How to Train a Machine Learning Model in JASP: Clustering - JASP - Free and User-Friendly Statistical Software

#artificialintelligence

This is a continuation of our series on machine learning methods that have been implemented in JASP (version 0.11 onwards). In this blog post we train a machine learning model to find clusters within our data set. The goal of a clustering task is to detect structures in the data. To do so, the algorithm needs to (1) identify the number of structures/groups in the data, and (2) figure out how the features are distributed in each group. For instance, clustering can be used to detect subgenres in electronic music, subgroups in a customer database, or to identify areas where there are greater incidences of particular types of crime.

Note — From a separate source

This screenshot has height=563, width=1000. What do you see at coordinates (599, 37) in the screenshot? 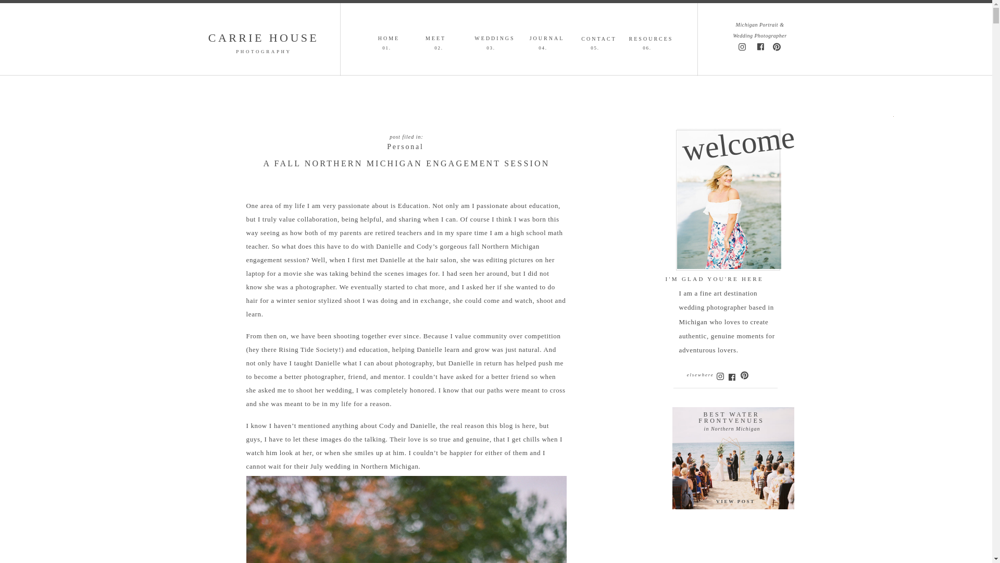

Gromov-Wasserstein Factorization Models for Graph Clustering

arXiv.org Machine Learning

We propose a new nonlinear factorization model for graphs that are with topological structures, and optionally, node attributes. This model is based on a pseudometric called Gromov-Wasserstein (GW) discrepancy, which compares graphs in a relational way. It estimates observed graphs as GW barycenters constructed by a set of atoms with different weights. By minimizing the GW discrepancy between each observed graph and its GW barycenter-based estimation, we learn the atoms and their weights associated with the observed graphs. The model achieves a novel and flexible factorization mechanism under GW discrepancy, in which both the observed graphs and the learnable atoms can be un-aligned and with different sizes. We design an effective approximate algorithm for learning this Gromov-Wasserstein factorization (GWF) model, unrolling loopy computations as stacked modules and computing gradients with backpropaga-tion. The stacked modules can be with two different architectures, which correspond to the proximal point algorithm (PP A) and Bregman alternating direction method of multipliers (BADMM), respectively. Experiments show that our model obtains encouraging results on clustering graphs. Introduction As an important methodology for machine learning, factorization models explore intrinsic structures of high-dimensional observations explicitly, which have been widely used in many learning tasks, e.g., data clustering (Ng, Jordan, and Weiss 2002), dimensionality reduction (Cand es et al. 2011), recommendation systems (Wang and Blei 2011), etc. In particular, factorization models decompose high-dimensional observations into a set of atoms under specific criteria and achieve their latent representations accordingly.


Deep Unsupervised Clustering with Clustered Generator Model

arXiv.org Machine Learning

However, unsupervised clustering remains one of the most fundamental challenges in machine learning because of high dimensionality of data and high complexities of their hidden structures. Long-established approaches for unsupervised clustering including K-means [15] and Gaussian Mixture Model (GMM) [3] are still the building blocks for numerous applications due to their efficiency and simplicity. However, their distance metrics are limited to data space, making them ineffective for high-dimensional data such as images. Therefore, considerable efforts have been put into obtaining a good feature embedding of data, usually of low dimensionality, for effective clustering [37]. However, the representation obtained by standalone data embedding typically can-Tian Han is the corresponding author not capture the latent structure and variation of the observed data which may be ineffective for clustering. We believe the good representation for clustering should also be able to compactly represent the observed data distribution to encode all necessary characteristics of the observation. Deep generative models (a.k.a the generator models) have shown great promise in learning latent representations for high-dimensional signals such as images and videos [32, 24, 11]. Generator models parameterized by deep neural networks specify a nonlinear mapping from latent variables to observed data.